3. Make your assignments interesting, with clear educational goals
Faculty don't try to come up with mind-numbing assignments that have vague pedagogical value, but students don't always appreciate writing tasks in the spirit we envision. If we can make our assignments exciting and interesting, students will take greater pride completing them by themselves. Also, emphasize that writing is important to how we learn.

4. Require rough drafts, notes
Faculty that skip the "rough draft" step tend to have higher rates of plagiarism. For students who have a difficult time with a topic, the task of paraphrasing is seems impossible, and thus their rough drafts might include large quoted passages (with intact quotation marks). These passages have a tendency of reappearing in later drafts in a slightly altered form but without quotation marks; often the student will include the citation at the end of the sentence. The rough draft phase is a good time to have a friendly discussion with the student about both "idea" and "phrase" plagiarism. Requiring students to attach all their notes (with dates) further reduces the option of a final draft magically "appearing" on the due date.

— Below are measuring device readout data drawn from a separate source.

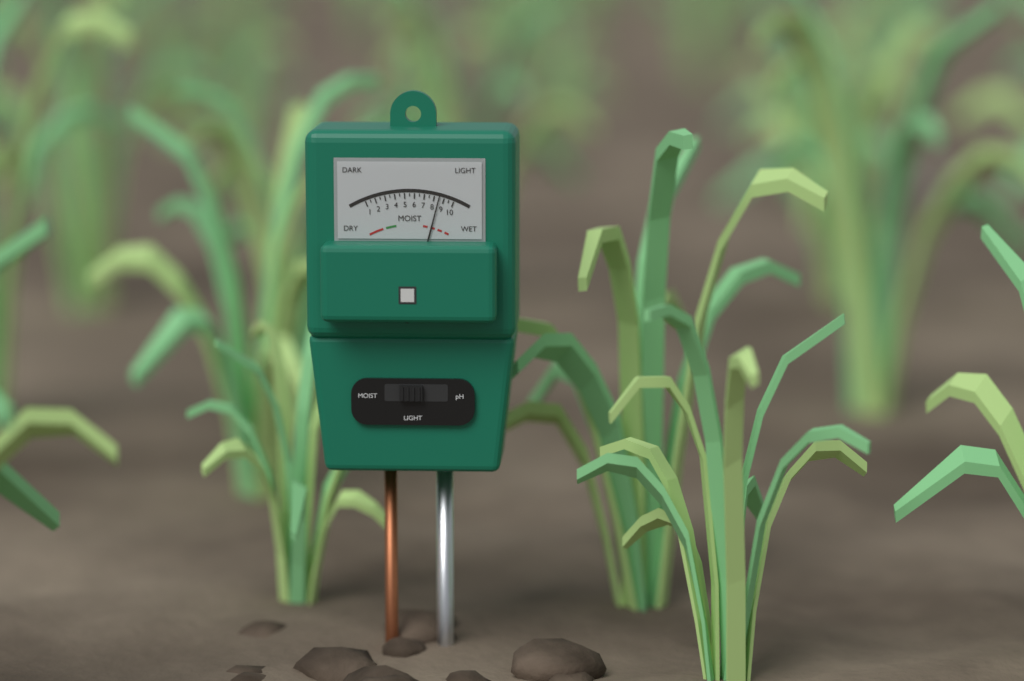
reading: 8.5 (no unit)
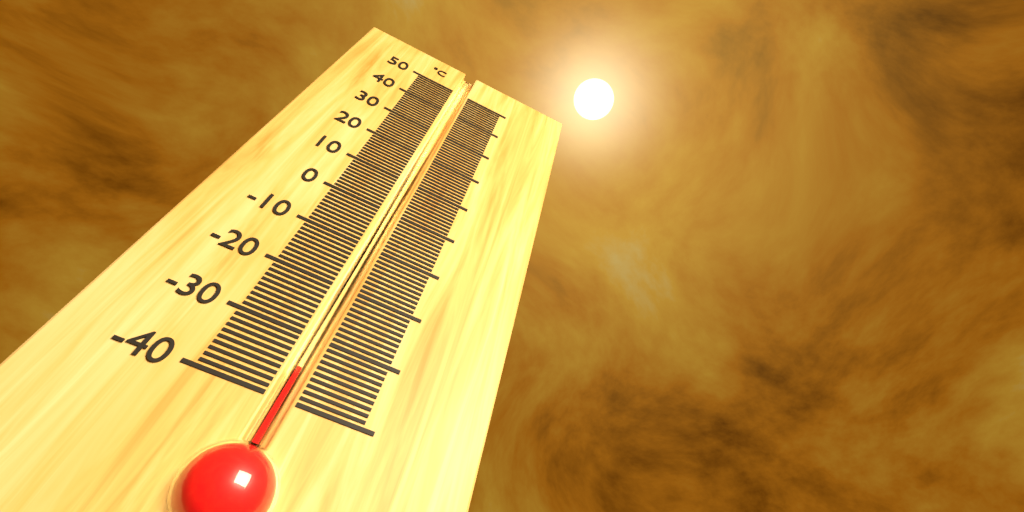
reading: -35 °C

5. Require copies of all cited material
If you ask students to attach their referenced material to their rough drafts and final product, students will be much less tempted to include plagiarized segments. In addition, it is sometimes very nice for faculty to have easy access to students' sources as assignments are read, so requiring these documents need not be an overt threat.

6. Engineer peer-editing into class time
To generate a good discussion about citation, give students a highlighter and the draft of another student's paper, and then ask them to mark words, phrases, and sentences that "sound" familiar to the assigned readings. Then return the marked-up drafts to the original students. This is a good ice-breaker to a discussion on proper paraphrasing.

7. Change your assignments
If you reuse assignments, then you can be assured that there are past versions in one of the many hard-copy caches that individual students, dorms, and fraternities maintain. For the electronic files that are even easier to store and share, I would be shocked if students did not already use their "peer-to-peer" software to enable sharing of laboratory write-ups and other assignments.

8. Make your assignments obscure
If students cannot find good sources to plagiarize, they might resort to doing it themselves.